Start any review with the products that create the most manual touches today. Then test rule versioning, channel margin controls, API latency, and exception handling on your own files, because a polished demo matters less than repeatable outputs under live conditions.
FAQs
Takeaway: Good vendor decisions usually rise or fall on math, governance, and integration details, not on screen design.
What is the practical difference between eligibility logic and pricing logic?
Eligibility logic decides whether a loan can fit a product before the system shows a quote. Pricing logic applies the proper adjustments after that fit is confirmed. Running them in that order reduces false quotes, cleaner lock records, and costly relocks.
How can teams keep DSCR math consistent across channels?
Document every input that affects the ratio, including rent source, expense lines, reserve treatment, and short-term rental rules. Then place that logic in one shared calculator used by retail, wholesale, and correspondent workflows. Version the calculator and test it against investor term sheets every quarter.
What proof should a vendor show for real-time GSE pricing integrations?
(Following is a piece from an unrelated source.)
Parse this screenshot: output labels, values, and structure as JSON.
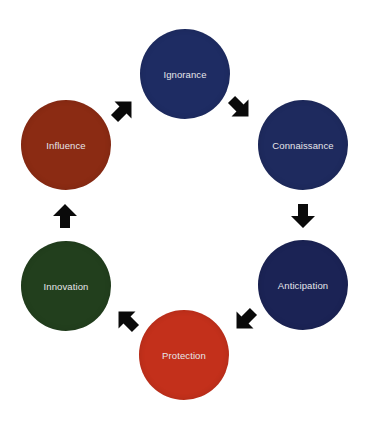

Ask for timestamped API requests and responses, reconciliation reports, and examples of intraday reprices. You also want a clear fallback method when a feed drops, plus latency measurements that reflect normal production use, not a lab test.
What change control is needed for Non-QM and HELOC rule updates?
Every rule change should have a version record, peer review, user acceptance testing signoff, and a production diff log tied to lock events. That may feel heavy at first, but it is far cheaper than discovering stale overlays after borrowers have locked or disclosed.